Abstract:Large language models (LLMs) have recently shown tremendous promise in serving as the backbone to agentic systems, as demonstrated by their performance in multi-faceted, challenging benchmarks like SWE-Bench and Agent-Bench. However, to realize the true potential of LLMs as autonomous agents, they must learn to identify, call, and interact with external tools and application program interfaces (APIs) to complete complex tasks. These tasks together are termed function calling. Endowing LLMs with function calling abilities leads to a myriad of advantages, such as access to current and domain-specific information in databases and knowledge sources, and the ability to outsource tasks that can be reliably performed by tools, e.g., a Python interpreter or calculator. While there has been significant progress in function calling with LLMs, there is still a dearth of open models that perform on par with proprietary LLMs like GPT, Claude, and Gemini. Therefore, in this work, we introduce the GRANITE-20B-FUNCTIONCALLING model under an Apache 2.0 license. The model is trained using a multi-task training approach on seven fundamental tasks encompassed in function calling, those being Nested Function Calling, Function Chaining, Parallel Functions, Function Name Detection, Parameter-Value Pair Detection, Next-Best Function, and Response Generation. We present a comprehensive evaluation on multiple out-of-domain datasets comparing GRANITE-20B-FUNCTIONCALLING to more than 15 other best proprietary and open models. GRANITE-20B-FUNCTIONCALLING provides the best performance among all open models on the Berkeley Function Calling Leaderboard and fourth overall. As a result of the diverse tasks and datasets used for training our model, we show that GRANITE-20B-FUNCTIONCALLING has better generalizability on multiple tasks in seven different evaluation datasets.
Abstract:We present an approach to build Large Language Model (LLM) based slot-filling system to perform Dialogue State Tracking in conversational assistants serving across a wide variety of industry-grade applications. Key requirements of this system include: 1) usage of smaller-sized models to meet low latency requirements and to enable convenient and cost-effective cloud and customer premise deployments, and 2) zero-shot capabilities to serve across a wide variety of domains, slot types and conversational scenarios. We adopt a fine-tuning approach where a pre-trained LLM is fine-tuned into a slot-filling model using task specific data. The fine-tuning data is prepared carefully to cover a wide variety of slot-filling task scenarios that the model is expected to face across various domains. We give details of the data preparation and model building process. We also give a detailed analysis of the results of our experimental evaluations. Results show that our prescribed approach for slot-filling model building has resulted in 6.9% relative improvement of F1 metric over the best baseline on a realistic benchmark, while at the same time reducing the latency by 57%. More over, the data we prepared has helped improve F1 on an average by 4.2% relative across various slot-types.
Abstract:As deep neural networks become more complex and input datasets grow larger, it can take days or even weeks to train a deep neural network to the desired accuracy. Therefore, distributed Deep Learning at a massive scale is a critical capability, since it offers the potential to reduce the training time from weeks to hours. In this paper, we present a software-hardware co-optimized distributed Deep Learning system that can achieve near-linear scaling up to hundreds of GPUs. The core algorithm is a multi-ring communication pattern that provides a good tradeoff between latency and bandwidth and adapts to a variety of system configurations. The communication algorithm is implemented as a library for easy use. This library has been integrated into Tensorflow, Caffe, and Torch. We train Resnet-101 on Imagenet 22K with 64 IBM Power8 S822LC servers (256 GPUs) in about 7 hours to an accuracy of 33.8 % validation accuracy. Microsoft's ADAM and Google's DistBelief results did not reach 30 % validation accuracy for Imagenet 22K. Compared to Facebook AI Research's recent paper on 256 GPU training, we use a different communication algorithm, and our combined software and hardware system offers better communication overhead for Resnet-50. A PowerAI DDL enabled version of Torch completed 90 epochs of training on Resnet 50 for 1K classes in 50 minutes using 64 IBM Power8 S822LC servers (256 GPUs).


## Assignment
Transcribe exactly the stretch of lines beginning at the one containing "Return man detection" and closing with the last line of the entries below. Omit images.

____

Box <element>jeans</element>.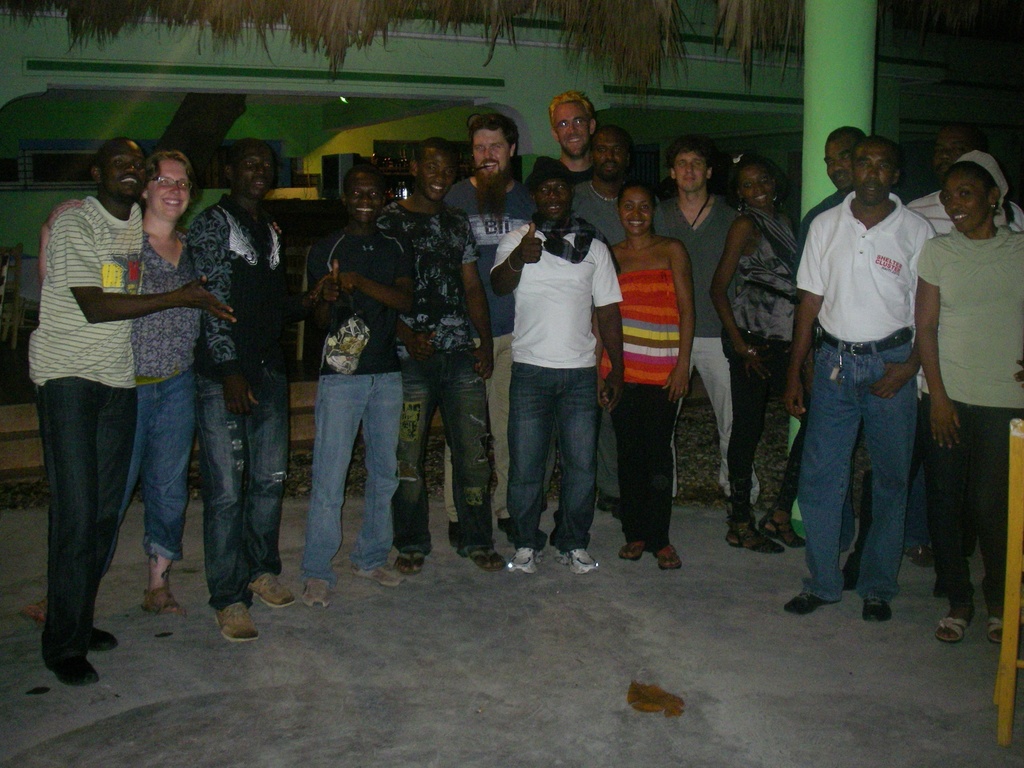
region(28, 375, 141, 659).
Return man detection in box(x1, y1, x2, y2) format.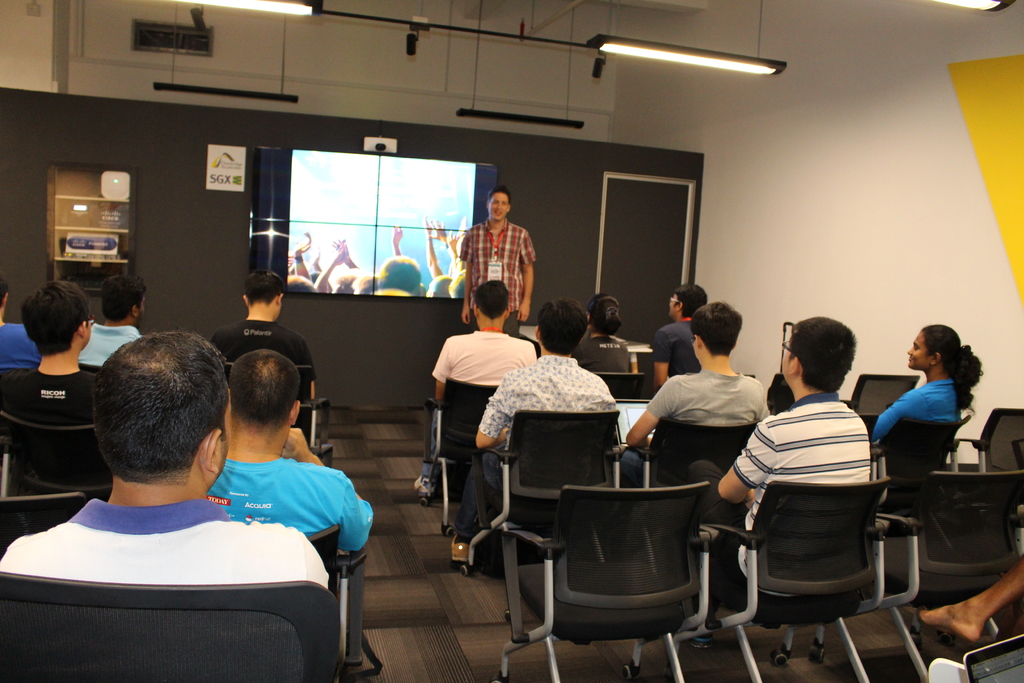
box(410, 278, 538, 498).
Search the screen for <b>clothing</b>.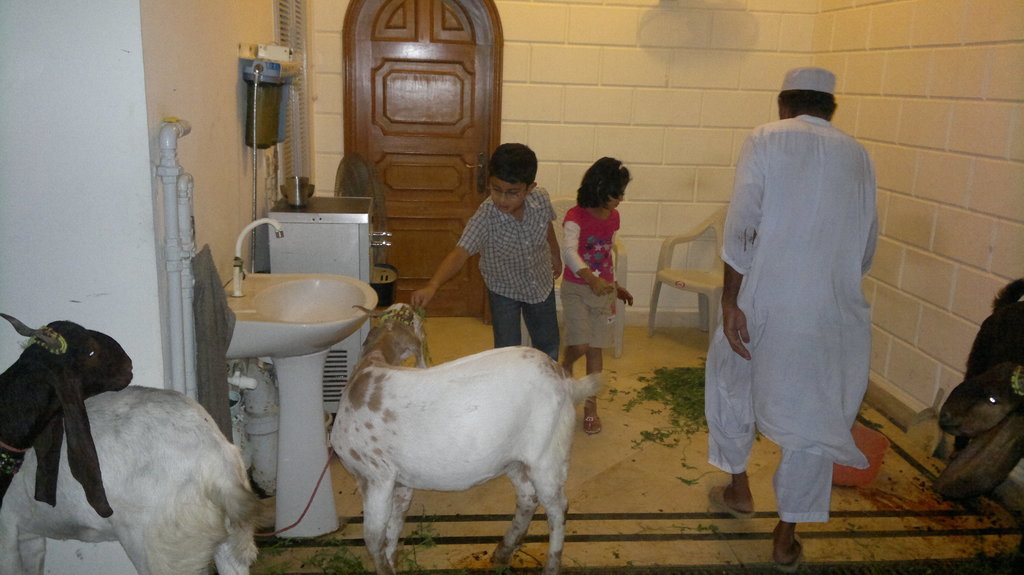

____

## Response box
Return man detection in box(x1, y1, x2, y2) format.
box(410, 278, 538, 498).
Search the screen for <b>clothing</b>.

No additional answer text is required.